What ERCZilla Handles vs. What the Municipality Provides
ERCZilla’s PFAS settlement recovery services (LINK: homepage) operate on a contingency basis. Municipalities pay nothing upfront and nothing unless funds are recovered.
“We handle everything from coordinating the testing to submitting the final claim. The municipality provides access and approval. We do the work,” explains Mitchell.
Here’s how the process typically works:
What ERCZilla handles:
- Eligibility verification
- Coordination with testing laboratories
- Testing cost coverage during the process
- Document preparation and claims submission
- Deadline tracking across all settlement components
- Communication with settlement administrators
What the municipality provides:
- Basic information about the water system
- Authorization to act on the municipality’s behalf
- Access to water sources for testing
The claims process is designed to require minimal time from municipal staff. Most of the work happens on the ERCZilla side.
Verifying Legitimacy
Municipal officials are right to be skeptical of unsolicited offers that sound too good to be true. The PFAS settlement is real, but there are firms making claims about it that may not be accurate.
The settlement resulted from the AFFF Multi-District Litigation overseen by the United States District Court for the District of South Carolina. It’s a matter of public record. ERCZilla has processed over 1,000 claims and recovered more than $350 million for clients through similar recovery programs. The firm now applies that expertise to PFAS settlement recovery.
“Municipalities can and should verify everything we tell them,” Park says. “The settlement is publicly documented. Our track record is verifiable. Skepticism is healthy, but inaction has consequences when deadlines are involved.”
The Cost of Waiting
Municipalities that haven’t filed claims aren’t losing money today. But when the July 2026 deadline passes, they’ll have permanently forfeited their right to funds they were entitled to receive.
The average recovery for eligible municipalities is approximately $2.5 million, though actual amounts vary based on PFAS detection levels and water system size. For systems with multiple independent water sources, each source can potentially qualify separately.
“The municipalities that capture these funds aren’t different from those that don’t. They just learned about the opportunity and took action before the deadline,” observes Park.
Next Steps for Municipal Officials
If your municipality operates a public water system, the first step is confirming eligibility. This takes a few minutes and costs nothing.

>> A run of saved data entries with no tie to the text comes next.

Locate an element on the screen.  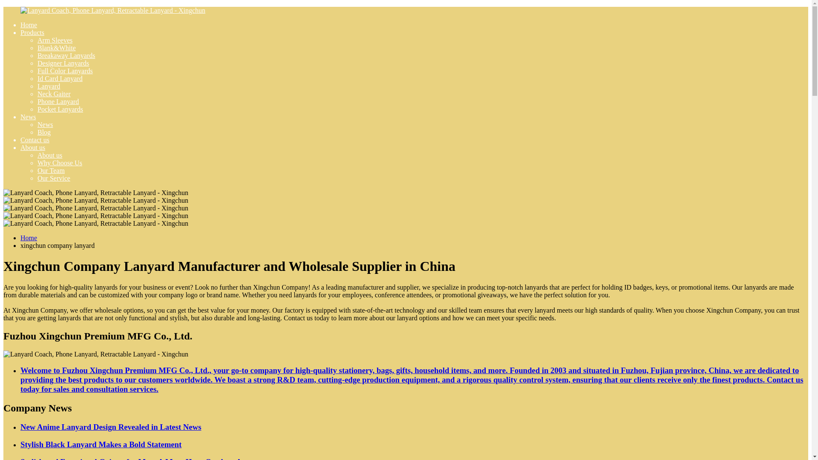
Our Service is located at coordinates (54, 178).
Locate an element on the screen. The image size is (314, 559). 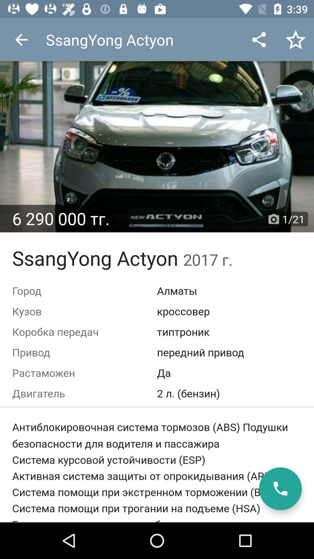
click the item at the top left corner is located at coordinates (21, 40).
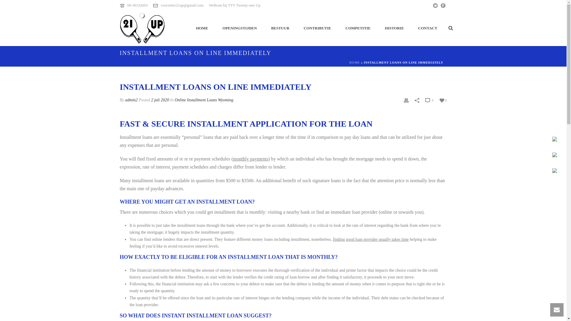  I want to click on HOME, so click(355, 62).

Schedule a brief eligibility review with ERCZilla. We’ll verify whether your system qualifies, explain what the process involves, and answer questions about the settlement. There’s no obligation, and you’ll know exactly where your municipality stands.
You can also review our frequently asked questions for more details on eligibility and deadlines. The deadline is fixed. The funds are available. The question is whether your municipality will claim its share.